On Feb 11th, I spoke with the Women for Kansas Cowley County (W4K-CC) Meeting. We discussed the results of the exit poll they had run on Nov. 8th.
I discovered that the Cowley County Paper Ballot Official Results are not a apples-to-apples comparison as they are in Sedgwick County. Those results are not suitable for inclusion in my analysis.
They are not the only dataset found to be unsuitable for inclusion. I have removed that dataset from my upcoming peer-reviewed publication. I have decided to leave my original blog post unchanged while updating my post discussing excluded data.
I understand why people don’t pay attention to statistics. They can easily be twisted to yield any result desired by management. That happened in Flint Michigan.
On the other hand, there are legitimate reasons to eliminate data when it is found to be unreliable. The Cowley County are such an instance. The numbers given include main in ballots cast in those precincts.
Another reason I have chosen to leave the original graphs up is that they nice demonstrate the difference in pattern between a randomly introduced source of variation and a consistent bias which is evidence of fraud.
Cowley County results had me scratching my head. The machine results showed trends similar to Wichita. The paper ballots showed only large errors, but benefiting a random scattering amongst the candidates and races. If you are interested in this sort of analytical details, feel free to go through the charts and decide for yourself. I can’t rule out fraud for that dataset, but I don’t know what caused the deviations. If it was fraud, it was either mercenary selling votes to any candidate or multiple agents working at cross purposes purhaps? But given that the data collection limitations imposes greater variability which would result in the pattern of errors we see in those graphs, fraud is not be the most probable cause for those deviations.

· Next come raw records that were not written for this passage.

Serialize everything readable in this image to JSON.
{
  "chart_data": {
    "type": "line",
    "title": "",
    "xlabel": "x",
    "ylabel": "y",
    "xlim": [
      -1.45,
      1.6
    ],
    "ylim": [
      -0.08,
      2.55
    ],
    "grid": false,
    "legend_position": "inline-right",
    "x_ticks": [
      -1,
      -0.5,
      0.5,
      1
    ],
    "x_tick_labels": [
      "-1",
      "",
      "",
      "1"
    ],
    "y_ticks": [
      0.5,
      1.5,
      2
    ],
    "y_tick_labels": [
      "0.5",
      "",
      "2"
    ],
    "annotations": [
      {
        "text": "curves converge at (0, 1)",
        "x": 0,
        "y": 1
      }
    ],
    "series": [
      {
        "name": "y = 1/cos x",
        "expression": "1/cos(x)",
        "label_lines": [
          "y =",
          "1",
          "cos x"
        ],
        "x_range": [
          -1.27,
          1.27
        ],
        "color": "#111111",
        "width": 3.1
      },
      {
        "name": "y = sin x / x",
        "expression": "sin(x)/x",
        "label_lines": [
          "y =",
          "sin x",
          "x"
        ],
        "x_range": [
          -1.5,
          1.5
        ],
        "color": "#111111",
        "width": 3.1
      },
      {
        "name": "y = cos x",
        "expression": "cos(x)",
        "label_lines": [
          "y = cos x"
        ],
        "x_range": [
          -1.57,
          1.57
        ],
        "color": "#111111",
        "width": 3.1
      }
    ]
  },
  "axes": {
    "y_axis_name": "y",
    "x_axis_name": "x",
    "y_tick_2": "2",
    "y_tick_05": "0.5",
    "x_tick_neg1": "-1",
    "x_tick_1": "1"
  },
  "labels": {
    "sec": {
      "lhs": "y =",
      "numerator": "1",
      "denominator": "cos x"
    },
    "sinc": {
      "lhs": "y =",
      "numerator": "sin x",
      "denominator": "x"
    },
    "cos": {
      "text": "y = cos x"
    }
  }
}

Datasets are sometimes tainted by problems that have nothing to do with the question being asked but due solely to constraints on the data available. There are limitations imposed by the methods of both the official results and the exit poll survey. I’m publishing ALL of the raw data, as well as as detailing what data is excluded and why. Anyone who cares to may look at what is being left out as well as decide for themselves if the reasoning for the exclusion is sound. With the exception of the Cowley County data, the other excluded datasets tend to support the fraud hypothesis.
Do you have a range of expenses for legal filing, attorney fees, etc. in a federal court to force the state of Kansas to audit and validate the legitimacy of voting machines in Kansas? Fund raising may be more beneficial than continuing the present approach.